Q: How should security teams govern AI agents that can write and deploy code?

A: Security teams should govern AI agents as distinct identities with explicit tool scope, task boundaries, and revocation paths. If an agent can write, commit, test, and deploy, those permissions should be separated and logged so one workflow cannot silently become a production change path. Governance must follow the action chain, not just the application label.

Q: Why do AI agents create new identity risks compared with normal automation?

A: AI agents create new identity risks because they can choose their next action at runtime instead of following a fixed script. That makes privilege harder to predefine and easier to overextend, especially when one agent can chain repository access, CI execution, and deployment authority. The risk is not automation itself, but decision-making inside the workflow.

Q: What do teams get wrong about AI agent access reviews?

A: Teams often assume an access review can certify an agent the same way they certify a human or a service account. That fails when the agent’s behaviour changes session by session, because the review describes a static snapshot while the risk is dynamic execution. Review evidence should include tool use, action logs, and revocation tests.

Q: How should organisations offboard an AI agent when a workflow changes?
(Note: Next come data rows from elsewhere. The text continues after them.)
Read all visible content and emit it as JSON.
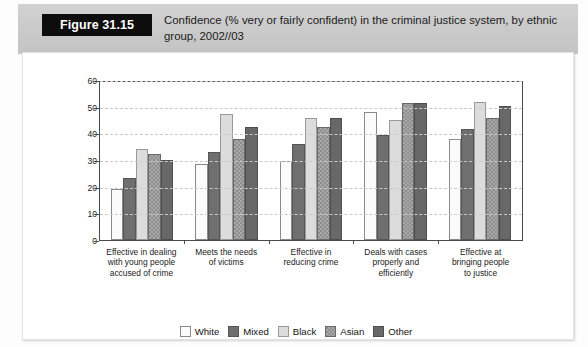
{
  "figure": {
    "badge_label": "Figure 31.15",
    "title": "Confidence (% very or fairly confident) in the criminal justice system, by ethnic group, 2002//03"
  },
  "chart_data": {
    "type": "bar",
    "title": "Confidence (% very or fairly confident) in the criminal justice system, by ethnic group, 2002//03",
    "xlabel": "",
    "ylabel": "",
    "ylim": [
      0,
      60
    ],
    "yticks": [
      0,
      10,
      20,
      30,
      40,
      50,
      60
    ],
    "grid": true,
    "legend_position": "bottom",
    "categories": [
      "Effective in dealing with young people accused of crime",
      "Meets the needs of victims",
      "Effective in reducing crime",
      "Deals with cases properly and efficiently",
      "Effective at bringing people to justice"
    ],
    "category_lines": [
      [
        "Effective in dealing",
        "with young people",
        "accused of crime"
      ],
      [
        "Meets the needs",
        "of victims"
      ],
      [
        "Effective in",
        "reducing crime"
      ],
      [
        "Deals with cases",
        "properly and",
        "efficiently"
      ],
      [
        "Effective at",
        "bringing people",
        "to justice"
      ]
    ],
    "series": [
      {
        "name": "White",
        "color": "#fbfbfb",
        "values": [
          19.5,
          29,
          30,
          48.5,
          38.5
        ]
      },
      {
        "name": "Mixed",
        "color": "#6f6f6f",
        "values": [
          23.5,
          33.5,
          36.5,
          40,
          42
        ]
      },
      {
        "name": "Black",
        "color": "#dcdcdc",
        "values": [
          34.5,
          48,
          46.5,
          45.5,
          52.5
        ]
      },
      {
        "name": "Asian",
        "color": "#8f8f8f",
        "values": [
          32.5,
          38.5,
          43,
          52,
          46.5
        ]
      },
      {
        "name": "Other",
        "color": "#686868",
        "values": [
          30.5,
          43,
          46.5,
          52,
          51
        ]
      }
    ]
  }
}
A: Organisations should offboard an AI agent by revoking credentials, removing tool bindings, and checking for downstream service accounts or deployment hooks created for the workflow. If the agent can still reach repositories or runtime environments after its job changes, the lifecycle was never fully closed and the identity remains active in practice.


Technical breakdown

Assistant to agent: why execution changes the identity model

A chat-style assistant responds to prompts, but an agent can take action: write code, commit it, run tests, and trigger deployment steps. That changes the identity problem because the system is no longer only producing text. It is operating inside a delegated execution chain where actions have side effects and privileges can be exercised without fresh human intent at each step. In identity terms, the trust boundary shifts from who can ask a question to what the actor can do after it decides to act. For IAM, that means the relevant unit is not the prompt, but the action path and the credentials behind it.

Practical implication: map every agent to the specific tools and permissions it can invoke, not just the application it talks to.
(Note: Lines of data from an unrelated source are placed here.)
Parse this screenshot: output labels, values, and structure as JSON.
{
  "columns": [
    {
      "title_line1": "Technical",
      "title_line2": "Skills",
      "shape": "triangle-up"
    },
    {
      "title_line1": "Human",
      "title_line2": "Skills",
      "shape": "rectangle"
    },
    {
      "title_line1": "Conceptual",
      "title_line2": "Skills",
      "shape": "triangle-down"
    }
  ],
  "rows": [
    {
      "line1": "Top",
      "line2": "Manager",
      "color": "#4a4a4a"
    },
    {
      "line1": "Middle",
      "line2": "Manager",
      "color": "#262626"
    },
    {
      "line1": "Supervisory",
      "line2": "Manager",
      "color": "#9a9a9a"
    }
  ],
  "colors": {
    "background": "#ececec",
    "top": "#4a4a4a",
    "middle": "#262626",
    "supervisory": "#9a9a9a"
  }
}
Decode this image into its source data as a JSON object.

Why AI-generated code creates a secrets and access problem

When AI writes most of the code, it also increases the chance that secrets, tokens, or over-broad access patterns get copied into workflows, documentation, and deployment logic. The issue is not only code quality. It is identity propagation, because machine-created code often inherits machine credentials, service accounts, and CI permissions that outlive the task they were meant for. This is where NHI governance and software delivery meet: generated code can amplify standing privilege if access is embedded in templates, pipelines, or environment configuration. The result is more scale, but also more repeatable exposure if secrets are not tightly bounded.

Practical implication: review generated code for credential placement, pipeline privilege, and secret reuse before it reaches production.

The five-minute control window problem in autonomous workflows

The article’s five-minute sweet spot shows a common control boundary in AI operations: humans remain effective when they can re-enter the loop quickly, but long autonomous runs lose accountability and context. In identity terms, that means runtime decision-making can outrun review cadences, especially when the system is investigating, fixing, or deploying on its own. The control issue is not simply speed. It is that the governance artefact appears after the action has already happened. For agentic systems, observability, approval gates, and rollback design have to sit inside the action path, not after it.

Practical implication: design approval checkpoints and rollback hooks inside the task flow, not only at the end of the workflow.


Threat narrative

Attacker objective: The objective is to turn trusted development automation into an execution path that can modify code, reach production, or expose high-value credentials at machine speed.

  1. Entry begins when an AI agent is granted legitimate access to developer tools, repositories, or deployment workflows as part of normal productivity tooling.
  2. Escalation occurs when the agent can chain actions such as writing code, committing changes, running tests, and initiating deployment without fresh human approval.
  3. Impact follows when the same delegated access is used to move changes into production or to propagate secrets, logic errors, or privilege misuse across the delivery pipeline.

Read our 52 NHI Breaches Analysis report for a comprehensive view of breaches impacting Non-Human Identities including AI Agents.


NHI Mgmt Group analysis

AI agent identity controls are now the governance gap, not the interface layer. The article makes clear that agents are moving from answering questions to performing work inside developer and operations pipelines. That changes the control problem from access to a tool to authority over a sequence of actions. Practitioners should treat each agent as a governed executor with explicit tool scope and revocation paths.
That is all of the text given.